General Asboth himself was severely wounded in the arm and cheek. Captain
Mahlon M. Young of the 7th Vermont fell dead from nearly one dozen wounds.
Majors Cutler and Hutchinson of the 2nd Maine were severely wounded, as were
numerous other officers and men.

The blast of gunfire, however, was not enough. A portion of the Union column
continued down the street after the retreating Confederate cavalry, while the rear
turned on the local volunteers in a ferocious firefight. The battle now degenerated
into two separate encounters. The first took place around Courthouse Square as
Montgomery and his cavalrymen plowed into the second arm of the Union attack,
which had entered town via the northern bypass and was now blocking their
escape. Hand to hand fighting broke out around the square as the Southern
horsemen shot and hacked their way through.
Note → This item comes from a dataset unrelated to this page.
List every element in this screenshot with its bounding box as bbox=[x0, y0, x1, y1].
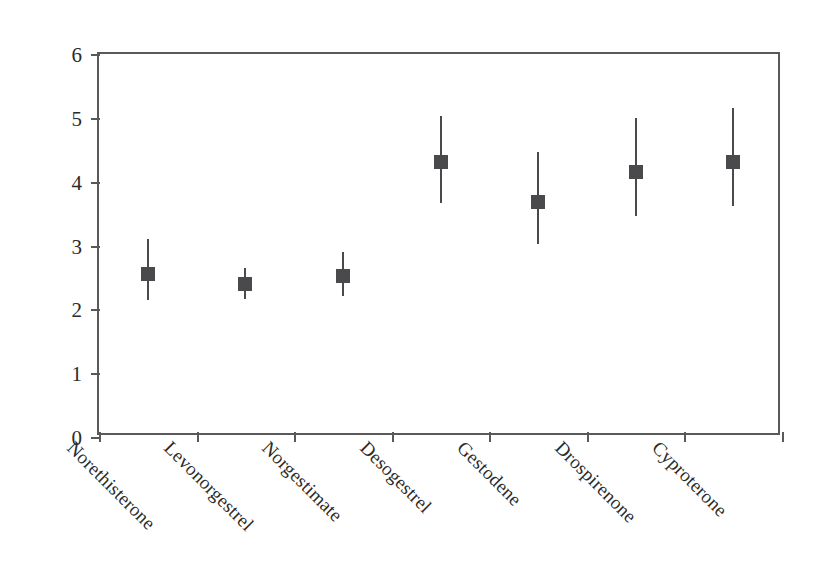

Colonel Montgomery himself was
toppled from his horse and captured, but a number of the cavalrymen made it
around the square and down Jackson Street to the old Chipola River bridge. Here
they made a determined stand against their Federal pursuers, with Chisolm’s
men in particular drawing praise for the manner in which they drove back the
Union attempt to seize the bridge. Finally managing to pull up the planking and
stop any further pursuit, the Confederate cavalry took up positions on the east
bank of the river and waited for reinforcements.

The second encounter of the fractured battle by now was reaching its height along
West Lafayette Street. Overwhelmed by the superior firepower and numbers of the
Federal cavalry, the local volunteers had begun falling back from their positions
along the side of the street. Taking shelter in and around St. Luke’s Episcopal
Church, they continued to exchange fire with the Union cavalrymen. In order to
bring the battle to a close, the Federal second-in-command – Colonel L.L.
Zulavsky – ordered up two picked companies from the 82nd and 86th U.S.
Colored Infantries (mounted). Dismounting under a “galling fire of buck and ball,”
these African American soldiers from Louisiana fixed bayonets and charged over
the churchyard fence and into the still firing volunteers.

Realizing that the day was lost, Captain Jesse Norwood of the Marianna Home
Guard surrendered. Since Norwood and most of his men were in civilian clothes,
however, it took a few minutes to restore order. Several wounded Confederates
later claimed they had been shot or struck after the surrender. Union officers
confirmed this in their private accounts, noting that it took some time to restore
discipline.

Even the final surrender of the “Cradle to Grave” failed to bring the fighting
completely to a close. A few Confederates remained holed up in the church and
two neighboring homes and continued to snipe away at the Federal soldiers.
When they refused to surrender, Zulavsky ordered them burned out. St. Luke’s
and the neighboring homes of Dr. R.A. Sanders and Mrs. Caroline Hunter went up
in flames. The bodies of four men were later found severely burned in the ashes.

The Battle of Marianna, remembered by some as “Florida’s Alamo,” was over.